Do you expect 'backspace' to go 'backwards' in your browsing history? Everybody does - on all browsers, except for the Linux release of Firefox - for no understandable reason they decided that the Linux Firefox should do nothing upon pressing backspace, but all other versions should continue the convention.
Do you actively use the overly complicated features of the re-written Bookmarks functionality on Firefox 3.x? I don't, nobody in my office (20 people) does. Everybody hate it.
And lastly... privacy. Firefox 3.x made a real big push for 'privacy'. They said 'you can toggle private browsing on and off' - and 'you can delete browsing history over the last hour, day, month etc..". SUPER LIE. Try deleting your history (everything!) then go to your
Exactly why do people trust google (Score:2, Interesting)
Re:Bogus argument (Score:1, Interesting)
Is your ISP a data-collecting advertising company, or are they an ISP?
By law, your ISP is a data collecting company. You risk your freedom by assuming otherwise.
Re:Not Correct (Score:1, Interesting)
I am sorry, I can't put this any more politely. You just might be an idiot.
Chrome Options pane [tinypic.com]
It doesn't get any easier than that. Stop implying that Chrome's advanced page is akin to the other browsers.
Re:Correct (Score:0, Interesting)
you nailed it; microsoft is a software company and they make their money on sales of product.

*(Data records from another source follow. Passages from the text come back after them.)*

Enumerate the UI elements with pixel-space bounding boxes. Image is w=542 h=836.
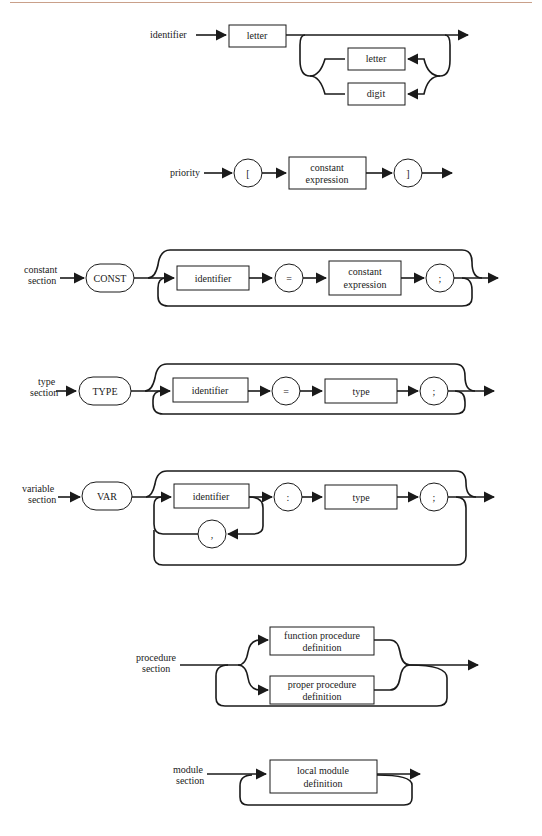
const-expr-line1: constant — [348, 266, 382, 277]
variable-section-diagram: variable section VAR identifier : type ;… — [22, 471, 494, 565]
module-section-label-2: section — [176, 775, 204, 786]
comma-text: , — [211, 529, 214, 540]
const-expr-line2: expression — [344, 279, 387, 290]
type-section-diagram: type section TYPE identifier = type ; — [30, 364, 494, 414]
loop-letter-text: letter — [366, 53, 387, 64]
procedure-section-label-2: section — [142, 663, 170, 674]
expr-line1: constant — [310, 162, 344, 173]
variable-section-label-1: variable — [22, 483, 55, 494]
colon-text: : — [287, 492, 290, 503]
expr-line2: expression — [306, 174, 349, 185]
type-section-label-2: section — [30, 387, 58, 398]
semicolon-text: ; — [433, 492, 436, 503]
equals-text: = — [283, 386, 289, 397]
type-text: type — [352, 492, 370, 503]
module-section-diagram: module section local module definition — [173, 760, 420, 805]
type-section-label-1: type — [38, 376, 56, 387]
identifier-text: identifier — [195, 273, 232, 284]
type-text: type — [352, 386, 370, 397]
identifier-diagram: identifier letter letter digit — [150, 25, 468, 105]
type-keyword-text: TYPE — [93, 386, 118, 397]
priority-diagram: priority [ constant expression ] — [170, 157, 452, 189]
procedure-section-diagram: procedure section function procedure def… — [136, 627, 478, 706]
local-module-line1: local module — [297, 765, 349, 776]
constant-section-label-2: section — [28, 275, 56, 286]
semicolon-text: ; — [433, 386, 436, 397]
module-section-label-1: module — [173, 764, 204, 775]
procedure-section-label-1: procedure — [136, 652, 177, 663]
letter-text: letter — [247, 30, 268, 41]
syntax-diagrams: identifier letter letter digit priority … — [0, 0, 542, 836]
open-bracket-text: [ — [246, 168, 249, 179]
proper-procedure-line2: definition — [303, 691, 342, 702]
identifier-text: identifier — [192, 385, 229, 396]
proper-procedure-line1: proper procedure — [288, 679, 357, 690]
function-procedure-line2: definition — [303, 642, 342, 653]
local-module-line2: definition — [304, 778, 343, 789]
semicolon-text: ; — [439, 273, 442, 284]
digit-text: digit — [367, 88, 386, 99]
var-keyword-text: VAR — [97, 491, 117, 502]
function-procedure-line1: function procedure — [284, 630, 360, 641]
equals-text: = — [286, 273, 292, 284]
identifier-text: identifier — [193, 491, 230, 502]
identifier-label: identifier — [150, 29, 187, 40]
constant-section-label-1: constant — [24, 264, 58, 275]
const-keyword-text: CONST — [94, 273, 127, 284]
priority-label: priority — [170, 167, 200, 178]
constant-section-diagram: constant section CONST identifier = cons… — [24, 250, 498, 306]
close-bracket-text: ] — [406, 168, 409, 179]
variable-section-label-2: section — [28, 494, 56, 505]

google makes all their money from sales of YOUR EYEBALLS as 'product'.
huge difference.
as a hardcore unix geek, I have a hard time saying this, but: microsoft is almost more preferred than google when it comes to trusting my privacy. //hell just froze over
Re:Not Correct (Score:5, Interesting)
The fact is, Chrome is the most privacy intrusive browser
Firefox's Awesome Bar does the exact same thing, by default. IE's anti-phishing sends every URL you visit to Microsoft.